4. Proposed Solution
How would you solve it?
Introduce lifecycle-awareness into the Dance Test Framework in a minimal and backward-compatible way.
At a high level:
- Allow commit-like steps (
commit,load_holons) to declare lifecycle expectations. - Ensure lifecycle-driving response properties (e.g., commit/load status) are surfaced and validated.
- Prevent fixture state mutation on expected-failure paths.
- Remove unconditional success assumptions in executors.
- Enable negative-path lifecycle tests (e.g., mutation rejected after commit).
Lifecycle assertions may be implemented through:
- expectation metadata on commit-like steps,
- a harness-level lifecycle tracker,
- and/or explicit lifecycle assertion steps.
The implementation should:
- Keep existing
add_commit_stepbehavior intact by default. - Provide opt-in lifecycle-aware variants(eg.
add_commit_and_assert_committed(...)oradd_commit_step_with_expectations(...)). - Ensure lifecycle transitions are driven by response properties, not just HTTP-like status.
The goal is correctness and clarity, not architectural perfection in the first pass.
5. Scope and Impact
What does this impact?
dance_test_language.rs(commit/load step definitions and adders)- Commit and load executors
- Fixture state mutation logic (e.g., fixture head updates)
- Test runner execution state
- Negative-path behavior across multiple executors
- Lifecycle-related fixture cases
It does not require:
- Changes to production transaction lifecycle logic
- Migration of all tests to host-ingress mode
- Immediate refactoring of all multi-commit fixtures
Existing sweetests must continue to compile and pass unchanged unless they explicitly opt into lifecycle assertions.
6. Testing Considerations
How will this enhancement be tested?
New dedicated lifecycle fixtures should be added to validate:
commitwith Complete → transaction becomes Committed.commitwith Incomplete → transaction remains Open.load_holonswith lifecycle-finalizing status → transaction becomes Committed.- Failed commit-like operations do not advance fixture state.
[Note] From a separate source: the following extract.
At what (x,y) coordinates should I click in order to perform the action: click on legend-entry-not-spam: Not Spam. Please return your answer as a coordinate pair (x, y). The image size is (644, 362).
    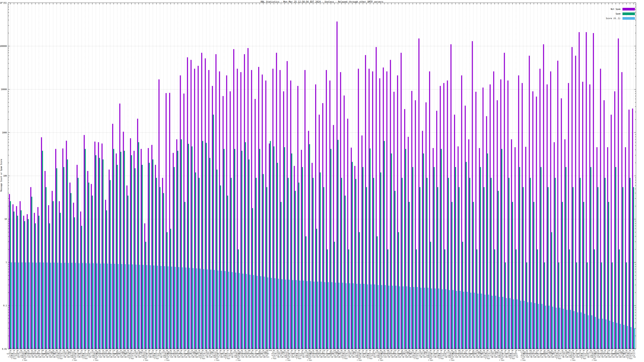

- Mutations are rejected once Committed.
- Commit-like operations are rejected once Committed.
- Executors no longer panic on valid non-OK expectations.
Existing sweetests must continue to pass without modification.
Unit tests for host_commit_in_progress remain separate and sufficient for internal host concurrency behavior.
7. Definition of Done
When is this enhancement complete?
- Commit and load executors safely handle both success and non-success expectations.
- Fixture state is not mutated on expected failed commit-like operations.
- Lifecycle-driving response properties are surfaced and validated.
- Lifecycle-aware fixtures pass and deterministically assert expected transitions.
- Existing sweetests pass unchanged.
- No executor assumes success-path behavior unconditionally.
- Lifecycle behavior in tests aligns with Phase 1.3 runtime semantics.
Optional Details (Expand if needed)
8. Alternatives Considered
What other solutions did you think about?
Briefly describe alternatives and why this approach is preferred.
9. Risks or Concerns
What could go wrong?
Highlight potential challenges, like performance or compatibility issues.
10. Additional Context
Any supporting material?
Include links, screenshots, logs, or diagrams.